ALAN: That’s a hard question for me to answer directly. My encounters with SF magazines were so intermittent and so haphazard that I never really developed the habit of reading them. I was always pleased when I stumbled across one, of course, and I quickly learned which ones I liked. It did become clear to me that each magazine reflected the interests of its editor and, of course, the ones I liked had editors whose tastes matched my own.

When I started taking books out of the library, and buying books of my own, I found a lot of short story collections and anthologies on the shelves. It seemed to me then (and it still seems to me now) that an anthology and a magazine are really very similar things – each has an editor and each reflects the personal tastes of the editor. So it wasn’t long before I consciously started looking for anthologies that had been put together by people whose tastes I trusted.

JANE: That makes sense!  So, who were the first editors you sought out?

ALAN: Back in the day, I would deliberately seek out anthologies edited by Judith Merril, and by Terry Carr. There was an excellent anthology series called Full Spectrum that was edited by Lou Aronica and Shawna McCarthy. And of course there was Harlan Ellison’s ground-breaking Dangerous Visions.

These days I look for anthologies edited by Gardner Dozois.  (I’ll buy anything edited by him sight unseen.) I’m also rather fond of Ellen Datlow and Paula Guran as well. And Jonathan Strahan has recently attracted my attention…

JANE: Whoa!  Back up a moment there…  At least three of those editors were also associated with magazines.  Gardner Dozois edited Isaac Asimov’s Science Fiction Magazine from 1984-2004.  Ellen Datlow edited Omni from 1981-1998.

Did you ever feel tempted to subscribe to either of these magazines because of your respect for their editors?  After all, magazines would come out more frequently than anthologies.

ALAN: I’ve never subscribed to a magazine – in the days of often unreliable snail mail and vast distances across the world, it always seemed a bit too financially risky.

I vaguely knew that Gardner Dozois had been an editor of Isaac Asimov’s Science Fiction Magazine, but I don’t think I’ve ever seen a copy of it. Maybe I have, but if I did, it made no impression on me.

JANE: That’s fascinating.  During Dozois’s decades at the helm of Asimov’s, I’d guess that most American SF/F fans knew him for that first, for his anthology editing second.  Of course, I’m a writer, so my point of view may be skewed.

How about Omni?

ALAN: I did read a few copies of Omni but I never liked it much – the fiction was generally first class of course (as witness the large number of award-winning stories the magazine published) but the stories were spread far too thinly and were quite overwhelmed by far too many dumbed-down articles about science and cranky parapsychological nonsense. I found the mixture quite unpalatable.
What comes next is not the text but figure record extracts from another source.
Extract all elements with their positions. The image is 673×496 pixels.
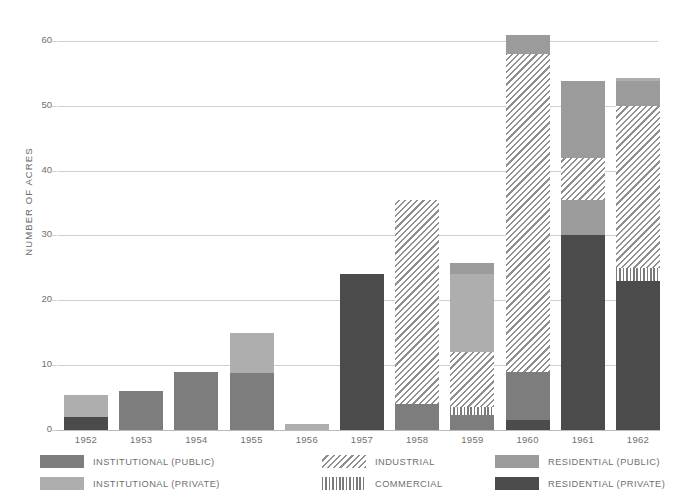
bar-1956[interactable]	[285, 424, 329, 430]
legend-item-res_priv[interactable]: RESIDENTIAL (PRIVATE)	[495, 474, 665, 493]
bar-segment-1959-industrial[interactable]	[450, 352, 494, 407]
legend-column-2: INDUSTRIALCOMMERCIAL	[322, 452, 443, 496]
bar-segment-1953-inst_pub[interactable]	[119, 391, 163, 430]
legend-label-res_pub: RESIDENTIAL (PUBLIC)	[548, 457, 660, 467]
x-tick-label-1956: 1956	[285, 434, 329, 445]
bar-1960[interactable]	[506, 34, 550, 430]
plot-area: 0102030405060195219531954195519561957195…	[58, 28, 658, 430]
bar-segment-1955-inst_pub[interactable]	[230, 373, 274, 430]
bar-segment-1962-industrial[interactable]	[616, 106, 660, 268]
legend-label-res_priv: RESIDENTIAL (PRIVATE)	[548, 479, 665, 489]
legend-item-inst_priv[interactable]: INSTITUTIONAL (PRIVATE)	[40, 474, 220, 493]
bar-segment-1957-res_priv[interactable]	[340, 274, 384, 430]
bar-segment-1960-res_pub[interactable]	[506, 35, 550, 54]
legend-swatch-inst_pub	[40, 455, 84, 468]
bar-1955[interactable]	[230, 333, 274, 430]
x-axis-baseline	[52, 430, 660, 431]
bar-segment-1962-res_priv[interactable]	[616, 281, 660, 430]
legend-column-3: RESIDENTIAL (PUBLIC)RESIDENTIAL (PRIVATE…	[495, 452, 665, 496]
legend-swatch-commercial	[322, 477, 366, 490]
bar-1957[interactable]	[340, 274, 384, 430]
bar-segment-1961-res_pub[interactable]	[561, 81, 605, 158]
bar-segment-1958-inst_pub[interactable]	[395, 404, 439, 430]
x-tick-label-1962: 1962	[616, 434, 660, 445]
bar-segment-1952-inst_priv[interactable]	[64, 395, 108, 417]
legend-label-inst_priv: INSTITUTIONAL (PRIVATE)	[93, 479, 220, 489]
bar-segment-1959-inst_pub[interactable]	[450, 415, 494, 430]
y-tick-mark-20	[52, 300, 57, 301]
bar-segment-1959-commercial[interactable]	[450, 407, 494, 415]
x-tick-label-1955: 1955	[230, 434, 274, 445]
bar-1962[interactable]	[616, 78, 660, 430]
legend-label-commercial: COMMERCIAL	[375, 479, 443, 489]
legend-item-inst_pub[interactable]: INSTITUTIONAL (PUBLIC)	[40, 452, 220, 471]
legend-item-industrial[interactable]: INDUSTRIAL	[322, 452, 443, 471]
x-tick-label-1958: 1958	[395, 434, 439, 445]
legend-swatch-industrial	[322, 455, 366, 468]
x-tick-label-1957: 1957	[340, 434, 384, 445]
bar-1959[interactable]	[450, 263, 494, 430]
y-tick-mark-10	[52, 365, 57, 366]
bar-segment-1955-inst_priv[interactable]	[230, 333, 274, 373]
y-tick-label-10: 10	[12, 359, 52, 369]
bar-segment-1959-inst_priv[interactable]	[450, 274, 494, 352]
legend-column-1: INSTITUTIONAL (PUBLIC)INSTITUTIONAL (PRI…	[40, 452, 220, 496]
bar-segment-1962-commercial[interactable]	[616, 268, 660, 281]
bar-segment-1962-res_pub[interactable]	[616, 81, 660, 106]
bar-segment-1960-res_priv[interactable]	[506, 420, 550, 430]
x-tick-label-1952: 1952	[64, 434, 108, 445]
x-tick-label-1959: 1959	[450, 434, 494, 445]
y-tick-mark-50	[52, 106, 57, 107]
bar-segment-1959-res_pub[interactable]	[450, 263, 494, 274]
legend-swatch-inst_priv	[40, 477, 84, 490]
bar-segment-1958-industrial[interactable]	[395, 200, 439, 404]
y-tick-label-0: 0	[12, 424, 52, 434]
bar-segment-1956-inst_priv[interactable]	[285, 424, 329, 430]
y-tick-mark-30	[52, 235, 57, 236]
y-tick-mark-40	[52, 171, 57, 172]
x-tick-label-1954: 1954	[174, 434, 218, 445]
bar-1954[interactable]	[174, 372, 218, 430]
x-tick-label-1961: 1961	[561, 434, 605, 445]
y-axis-title: NUMBER OF ACRES	[23, 127, 34, 277]
y-tick-mark-0	[52, 430, 57, 431]
y-tick-label-20: 20	[12, 294, 52, 304]
bar-segment-1960-industrial[interactable]	[506, 54, 550, 372]
legend-swatch-res_priv	[495, 477, 539, 490]
x-tick-label-1953: 1953	[119, 434, 163, 445]
bar-1958[interactable]	[395, 200, 439, 430]
legend-swatch-res_pub	[495, 455, 539, 468]
y-tick-label-50: 50	[12, 100, 52, 110]
legend-label-inst_pub: INSTITUTIONAL (PUBLIC)	[93, 457, 215, 467]
bar-1952[interactable]	[64, 395, 108, 430]
legend-item-commercial[interactable]: COMMERCIAL	[322, 474, 443, 493]
bar-1961[interactable]	[561, 81, 605, 430]
bar-segment-1961-res_pub[interactable]	[561, 200, 605, 236]
bar-segment-1952-res_priv[interactable]	[64, 417, 108, 430]
acreage-stacked-bar-chart: NUMBER OF ACRES 010203040506019521953195…	[0, 0, 673, 496]
legend-item-res_pub[interactable]: RESIDENTIAL (PUBLIC)	[495, 452, 665, 471]
gridline-60	[58, 41, 658, 42]
bar-segment-1954-inst_pub[interactable]	[174, 372, 218, 430]
bar-segment-1960-inst_pub[interactable]	[506, 372, 550, 421]
legend-label-industrial: INDUSTRIAL	[375, 457, 435, 467]
bar-segment-1961-industrial[interactable]	[561, 158, 605, 200]
bar-segment-1962-inst_priv[interactable]	[616, 78, 660, 81]
y-tick-label-30: 30	[12, 229, 52, 239]
y-tick-label-40: 40	[12, 165, 52, 175]
x-tick-label-1960: 1960	[506, 434, 550, 445]
chart-legend: INSTITUTIONAL (PUBLIC)INSTITUTIONAL (PRI…	[0, 452, 673, 496]
bar-1953[interactable]	[119, 391, 163, 430]
y-tick-mark-60	[52, 41, 57, 42]
bar-segment-1961-res_priv[interactable]	[561, 235, 605, 430]
y-tick-label-60: 60	[12, 35, 52, 45]
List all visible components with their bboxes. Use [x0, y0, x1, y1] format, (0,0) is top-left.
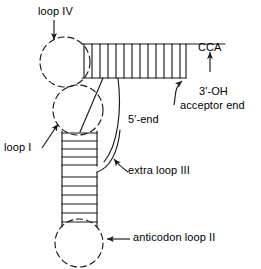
arrow-up-right-icon-loop-i: [42, 124, 58, 148]
label-loop-iv: loop IV: [38, 5, 73, 18]
arrow-up-left-icon-extra-loop: [114, 159, 128, 172]
label-acceptor-end: acceptor end: [180, 99, 245, 112]
extra-loop-iii-outer-curve: [104, 78, 119, 162]
extra-loop-iii-inner-curve: [97, 130, 120, 172]
d-stem-rungs: [62, 133, 97, 165]
anticodon-loop-ii-circle: [55, 219, 103, 267]
anticodon-stem-rungs: [62, 177, 97, 222]
annotation-arrows-group: [42, 20, 210, 239]
acceptor-stem-rungs: [84, 44, 186, 78]
label-cca: CCA: [198, 41, 222, 54]
label-extra-loop-iii: extra loop III: [128, 164, 190, 177]
label-anticodon-loop-ii: anticodon loop II: [133, 231, 215, 244]
loop-i-circle: [53, 85, 103, 135]
trna-cloverleaf-figure: loop IV loop I anticodon loop II extra l…: [0, 0, 261, 269]
label-loop-i: loop I: [4, 141, 32, 154]
label-five-prime-end: 5′-end: [128, 113, 159, 126]
label-three-prime-oh: 3′-OH: [199, 85, 228, 98]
JANE: What about Jonathan Strahan?  He co-founded and co-edited Eidolon: The Journal of Australian Science Fiction and Fantasy between 1990 and 1999.  That’s closer to home.

ALAN: Much closer to home – Robin has known Johnathan forever. (Quote: “He’s a lovely person”). They both belonged to the same SF crowd in Perth, Western Australia. I’m pretty sure that she has many copies of Eidolon in a box somewhere.  Jonathan and Eidolon also spawned a small publishing company called Eidolon Press. One of the books it published was Howard Waldrop’s Going Home Again (1997), and an autographed copy of that sits very proudly on our bookshelves.

Consequently it’s a rule – I’m required to like Jonathan Strahan and, by extension, anything he produces. Fortunately I do, so it’s a very easy rule to obey.

JANE: Lucky for you!  Robin might get very upset with you otherwise.

ALAN: So I think what I’m saying is that, whether we are talking about magazines or about anthologies, the thing that I look for every time is that rather nebulous thing called the taste of the editor. I can’t define it, but I know it when I see it.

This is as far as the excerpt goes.